Balloonmeister
Guy Gauthier

by Glen Moyer




Been there. Done that. In today’s street slang those few words could sum up the 20 years of ballooning that make up the career of Guy Gauthier. In the two decades since he and his brothers bought their first balloon Gauthier has taught students, sold balloon rides, toured with a commercial balloon, sold balloons, repaired balloons, built balloons, and competed in balloons.

"It was 1976 after one particularly muddy motorcycle race and the brothers and I were too filthy to go into the house. So, as we sat around in the yard, we discussed how we needed to get into a cleaner sport. Two weeks later my brothers Ted and Joey called to tell me I owed $3,000 as my share in our first balloon," says Gauthier.

It was a particularly opportunistic time to be entering the sport. In the next few years Gauthier would meet many individuals who are now old and valued friends, people like Don Piccard, Denny Floden, Pat Fogue, Bill Bussey, Bruce and Tucker Comstock, Tarp Head and the late Mike Adams.

"I was in the Atlanta airport and found Adams Balloon Loft in the phone book. I had never heard of Adams Balloons," Gauthier recently recalled for Balloon Life, "so I called up and Mike answered. ‘This is Guy Gauthier,’ I said, ‘and I think I’d like to buy a balloon, so if you want to sell one, come and get me."

The conversation was short and to the point, characteristically Guy Gauthier. Adams directed Gauthier to a nearby hotel and picked him up there. The two spent a weekend together forming a friendship that lasted the remainder of Adams’ life and beyond.

It was one day at Adams’ Balloon Loft, with his new balloon under construction, that Gauthier met Tom Gaebel and first learned of the Kool Pro Tour. It was while on the tour that he would meet Dr. Bill Bussey.

"He (Bussey) called and wanted to borrow a basket. Not knowing who he was, brother Ted and I had a discussion and concluded that since he was a doctor if he broke it he could afford to fix it." (Sure enough, Bussey broke the uprights off the basket on a tether that weekend!)

Those years on the Pro Tour instilled a love of competition in Gauthier, and while he has always wanted to win the national championship, his best finish has been 12th, and he knows why.

"I’m not as dedicated to competition as I need to be.
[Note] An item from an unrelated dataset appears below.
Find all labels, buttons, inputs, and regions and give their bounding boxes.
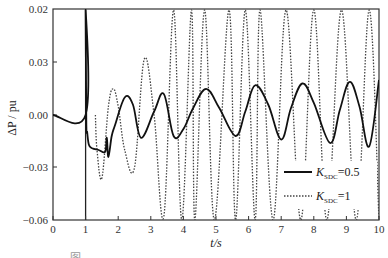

I want to go out and play and party and socialize and play golf (at least 18 holes at every festival is his norm). Ballooning to me is a pleasurable thing and while I do want to be good at it, and I want to win the championship, I don’t want to win it bad enough to have the discipline that Steve Jones, Pat Cannon, Bruce Comstock, Joe Heartsill or any of the others who have won it have."

Gauthier flew the Kool Pro Tour while also operating a commercial contract with four balloons for Yoplait. When the contract played out, Gauthier bought his first Adams ride balloon, bought Chicagoland’s Windy City Balloonport, and spent his time flying rides and doing repairs. For the next few years he would summer in Chicago (operating the ride business), then winter in Atlanta working with Mike Adams. After Adams’ death from cancer, Gauthier bought Adams Balloons from the estate and became a manufacturer for the first time. He would sell Adams Balloons in 1989 and open his second repair station, The Balloon Loft. During all of these years in Atlanta, Gauthier met another key player in his future, Pat Fogue, for whom Gauthier has since served as a back-up pilot on his Pepsi contract.

The technical side of ballooning has always interested Gauthier who was employed as an engineer at a meat packing plant when first attracted to the sport. After two stints as a manufacturer, at Adams and with Thunder & Colt, and three more in repair stations, it should come as no surprise that Gauthier will soon debut a new "Gauthier Balloon."

"I don’t want to be one of the big balloon builders. I’m just building one right now, and if I can build an affordable balloon, that’s what I want to do" he says, "because ballooning has gotten beyond the reach of the average sportsman. Most of us who are in it now couldn’t afford to do it if we didn’t already own our equipment. And most of us can’t afford to go out and buy new gear; we’re going to have to go out and find used balloons and do repairs and rebuilds. That’s where I see the sport going and that’s why I’m in the repair and rebuild business."

At present Gauthier plans to build envelopes incorporating a few of his own "refinements", then STC a "system" that will likely specify other, already certified baskets and burners. But don’t expect a huge factory, a dealer network and all the other manufacturing overhead. "I want to build one-offs for my friends and beyond that, if you want to build something special, call me, I’ll be happy to discuss it with you."

Like so many of our sport’s earliest aeronauts, Gauthier learned most of what he knows through the school of hard knocks. Now, some twenty years later, he is anxious to help today’s newcomers find an easier road into the sport.